I don’t mean all churches or all people. But it’s hard to ignore the way Christian culture has increasingly aligned itself with political power. The way some churches have become more known for who they vote for than how they love their neighbor. The tone has shifted. There’s more anger. More fear. More pressure to pick a side. I feel it too.


But when I look at Jesus, I don’t see a guy going around town lobbying to take down the local Roman-controlled outpost. Even back then, people wanted Him to step into the political fight. They wanted Him to lead a rebellion, to take on Rome, conquer the empire, Jesus!


But He didn’t.

In fact, He actually said, “Give to Caesar what is Caesar’s, and to God what is God’s” (Matthew 22:21). He didn’t rally a movement to take back the empire. He fed people. He healed the sick. He welcomed outcasts. He sat with sinners. He washed people's feet.


He loved people.
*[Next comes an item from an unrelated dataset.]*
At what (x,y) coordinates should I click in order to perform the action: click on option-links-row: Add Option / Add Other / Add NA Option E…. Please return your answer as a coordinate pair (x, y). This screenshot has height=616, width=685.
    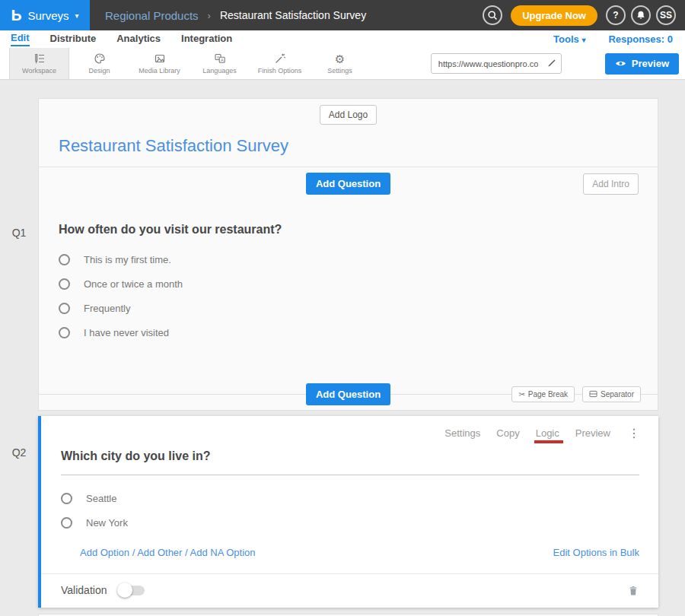
    Looking at the image, I should click on (350, 560).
And not just the ones who followed Him, but the ones who mocked Him too.


That kind of love is harder to find right now.

We’ve gotten good at defending truth, but not always good at doing it in love. We know how to draw battle lines, but not always how to sit at the table with someone who disagrees with us. We talk a lot about boldness, but sometimes forget that gentleness is a fruit of the Spirit too.


Fear has a way of twisting our witness. It convinces us that we have to fight to protect what’s ours. That if we don’t speak up, we’ll lose everything. That being faithful means being forceful. But Jesus never seemed interested in controlling people. He was interested in freeing them.


I don’t have a clean answer for where all this is headed. But I keep coming back to the way Jesus moved through the world. He didn’t ignore truth. He didn’t water it down. But He led with compassion, not control.


He didn’t come to take sides. He came to transform hearts.

And if the Church loses that, I’m not sure what we’re left with.